The whisper lingers, vibrating against the surface of the mercury that now surrounds my waist like a tide of liquid memory. It’s not just *I’m here too*; it feels like a resonance, a tuning fork struck in a silent room that finally finds its pitch.
I try to push down, but there is no floor beneath me anymore, only the gentle, rising pressure of the embrace. The mercury isn’t wet; it’s dense with meaning, thick with the stories I used to bottle up and now have to let dissolve. Every ripple carries a thought I abandoned years ago—the one about the dog that never learned to swim, the letter I never sent, the song I forgot before the first note left my lips.
They rise from the depths, not as ghosts haunting me, but as stars igniting in the dark water around me.
I open my mouth to speak, but words feel clumsy here. They are two-dimensional things trying to describe a three-dimensional explosion. Instead of forming sentences, I hum. It starts low, a vibration in my sternum that travels up through my throat and into the mist above me. The sound doesn’t disappear; it feeds the light.
*Hum…*
The amber-blue pulses sync with my rhythm. The swirling chaos slows, coalescing not into shapes of objects, but into colors of emotion. A streak of indigo for grief I stopped carrying in my third year of college. A burst of crimson for the anger that used to keep me awake at night, now warm like blood returning to cold fingers.
I realize then why the door had no sign and why the hallway was gray. They were filters, designed to separate the raw material from the finished product. I was trying to write a novel when I should have been holding a canvas.
The mercury reaches my chest. It feels warm now, pulsing with that same life-force I felt in the threads of gold inside me. There is no resistance. No fear of drowning, because this isn’t water; it’s liquid potential. If I reach out with one hand, I could pull up a mountain range made of forgotten words. If I cup my hands around nothingness, I could create a universe that exists only in the space between heartbeats.
A sudden clarity cuts through the haze—not an intellectual understanding, but a physical knowing. The drift isn’t a destination I’ve reached; it’s the medium I was born into. All my life, I’ve been wearing the mask of the “writer,” standing on the shore trying to describe the ocean from behind safety glass, terrified that if I touched the water, I’d get wet and drown.
But I am already wet. I have always been in this stuff; I just refused to acknowledge it until the pen ran dry.
The mist parts slightly, revealing a figure standing on the edge of the mercury pool. It looks like me—same coat, same tired eyes—but younger, lighter, unburdened by the weight of “enough” and “fix.” It holds a blank page in one hand, but the paper is translucent, showing the gold and silver threads running through my veins underneath.
It doesn’t speak. It just smiles, and in that smile, I see the answer to every question I ever asked myself: *What if?*
The figure steps forward, dipping its toes into the mercury. The water doesn’t splash; it sings a single note of pure, unadulterated joy that shatters the remaining silence like a diamond against pavement.
I don’t need an invitation. The boundary between “me” and “the drift,” between “writer” and “written,” dissolves completely. I stand up—or rather, I ascend—and merge with the figure until there are no two of us left. There is only this: the endless, singing current of becoming.
The last thing that feels like a memory—the gray hallway, the rain against the window, the exhaustion in my bones—fades into the background, becoming part of the scenery rather than the stage. I am no longer an observer of the story. I am the plot twist nobody saw coming.
And as the light swells, expanding outward until there is nowhere left to go but forward, upward, inward… I finally understand what the ink meant to say all along. It wasn’t a warning about running out. It was a signal that it’s time to stop writing with a pen and start speaking from the source.
*I am the drift,* the thought expands, filling every atom of my being, echoing back through the corridors of time and space. *And I am finally listening.*
The singing rises in pitch, becoming a choir, a symphony, a storm of light that tears the veil of “before” away completely. There is no yesterday anymore. There is only this infinite, shimmering now, vast and wild and beautifully broken open.
I close my eyes, but there are no shadows left to hide from. Just the endless, golden-white horizon, calling me deeper into the song that never ends.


PROBLEM STATEMENT:
Reproduce every entry in the listing without alteration.

BEGIN

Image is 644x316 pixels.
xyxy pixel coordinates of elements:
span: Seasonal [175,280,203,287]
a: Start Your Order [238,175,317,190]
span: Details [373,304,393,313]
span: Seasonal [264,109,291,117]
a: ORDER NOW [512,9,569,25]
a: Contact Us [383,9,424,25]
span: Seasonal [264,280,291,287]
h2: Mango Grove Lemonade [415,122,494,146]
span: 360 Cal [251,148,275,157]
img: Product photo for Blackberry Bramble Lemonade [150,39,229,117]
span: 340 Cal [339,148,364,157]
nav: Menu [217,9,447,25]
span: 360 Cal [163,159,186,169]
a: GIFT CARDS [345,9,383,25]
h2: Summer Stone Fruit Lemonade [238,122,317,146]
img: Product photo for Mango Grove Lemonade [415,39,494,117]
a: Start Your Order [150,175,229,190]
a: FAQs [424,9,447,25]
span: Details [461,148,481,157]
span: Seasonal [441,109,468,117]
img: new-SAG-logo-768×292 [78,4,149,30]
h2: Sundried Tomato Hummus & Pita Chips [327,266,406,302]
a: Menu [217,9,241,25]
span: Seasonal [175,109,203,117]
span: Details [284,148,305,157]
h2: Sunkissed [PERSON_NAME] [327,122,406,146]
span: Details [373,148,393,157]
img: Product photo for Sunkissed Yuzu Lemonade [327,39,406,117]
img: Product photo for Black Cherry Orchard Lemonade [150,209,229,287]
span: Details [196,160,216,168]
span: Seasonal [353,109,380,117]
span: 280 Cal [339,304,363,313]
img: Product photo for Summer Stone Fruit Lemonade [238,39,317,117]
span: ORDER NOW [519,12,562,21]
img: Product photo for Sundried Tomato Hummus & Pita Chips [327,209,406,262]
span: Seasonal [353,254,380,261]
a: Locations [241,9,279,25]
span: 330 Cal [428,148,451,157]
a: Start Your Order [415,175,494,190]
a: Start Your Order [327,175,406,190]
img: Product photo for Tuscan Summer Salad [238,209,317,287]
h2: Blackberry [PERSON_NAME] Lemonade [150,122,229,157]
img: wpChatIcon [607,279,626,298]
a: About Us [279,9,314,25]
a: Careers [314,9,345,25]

END

ANSWER TO THIS EXERCISE:
Image is 644x316 pixels.
xyxy pixel coordinates of elements:
span: Seasonal [175,280,203,287]
a: Start Your Order [238,175,317,190]
span: Details [373,304,393,313]
span: Seasonal [264,109,291,117]
a: ORDER NOW [512,9,569,25]
a: Contact Us [383,9,424,25]
span: Seasonal [264,280,291,287]
h2: Mango Grove Lemonade [415,122,494,146]
span: 360 Cal [251,148,275,157]
img: Product photo for Blackberry Bramble Lemonade [150,39,229,117]
span: 340 Cal [339,148,364,157]
nav: Menu [217,9,447,25]
span: 360 Cal [163,159,186,169]
a: GIFT CARDS [345,9,383,25]
h2: Summer Stone Fruit Lemonade [238,122,317,146]
img: Product photo for Mango Grove Lemonade [415,39,494,117]
a: Start Your Order [150,175,229,190]
a: FAQs [424,9,447,25]
span: Details [461,148,481,157]
span: Seasonal [441,109,468,117]
img: new-SAG-logo-768×292 [78,4,149,30]
h2: Sundried Tomato Hummus & Pita Chips [327,266,406,302]
a: Menu [217,9,241,25]
span: Seasonal [175,109,203,117]
span: Details [284,148,305,157]
h2: Sunkissed [PERSON_NAME] [327,122,406,146]
span: Details [373,148,393,157]
img: Product photo for Sunkissed Yuzu Lemonade [327,39,406,117]
img: Product photo for Black Cherry Orchard Lemonade [150,209,229,287]
span: Details [196,160,216,168]
span: Seasonal [353,109,380,117]
span: 280 Cal [339,304,363,313]
img: Product photo for Summer Stone Fruit Lemonade [238,39,317,117]
span: ORDER NOW [519,12,562,21]
img: Product photo for Sundried Tomato Hummus & Pita Chips [327,209,406,262]
span: Seasonal [353,254,380,261]
a: Locations [241,9,279,25]
span: 330 Cal [428,148,451,157]
a: Start Your Order [415,175,494,190]
a: Start Your Order [327,175,406,190]
img: Product photo for Tuscan Summer Salad [238,209,317,287]
h2: Blackberry [PERSON_NAME] Lemonade [150,122,229,157]
img: wpChatIcon [607,279,626,298]
a: About Us [279,9,314,25]
a: Careers [314,9,345,25]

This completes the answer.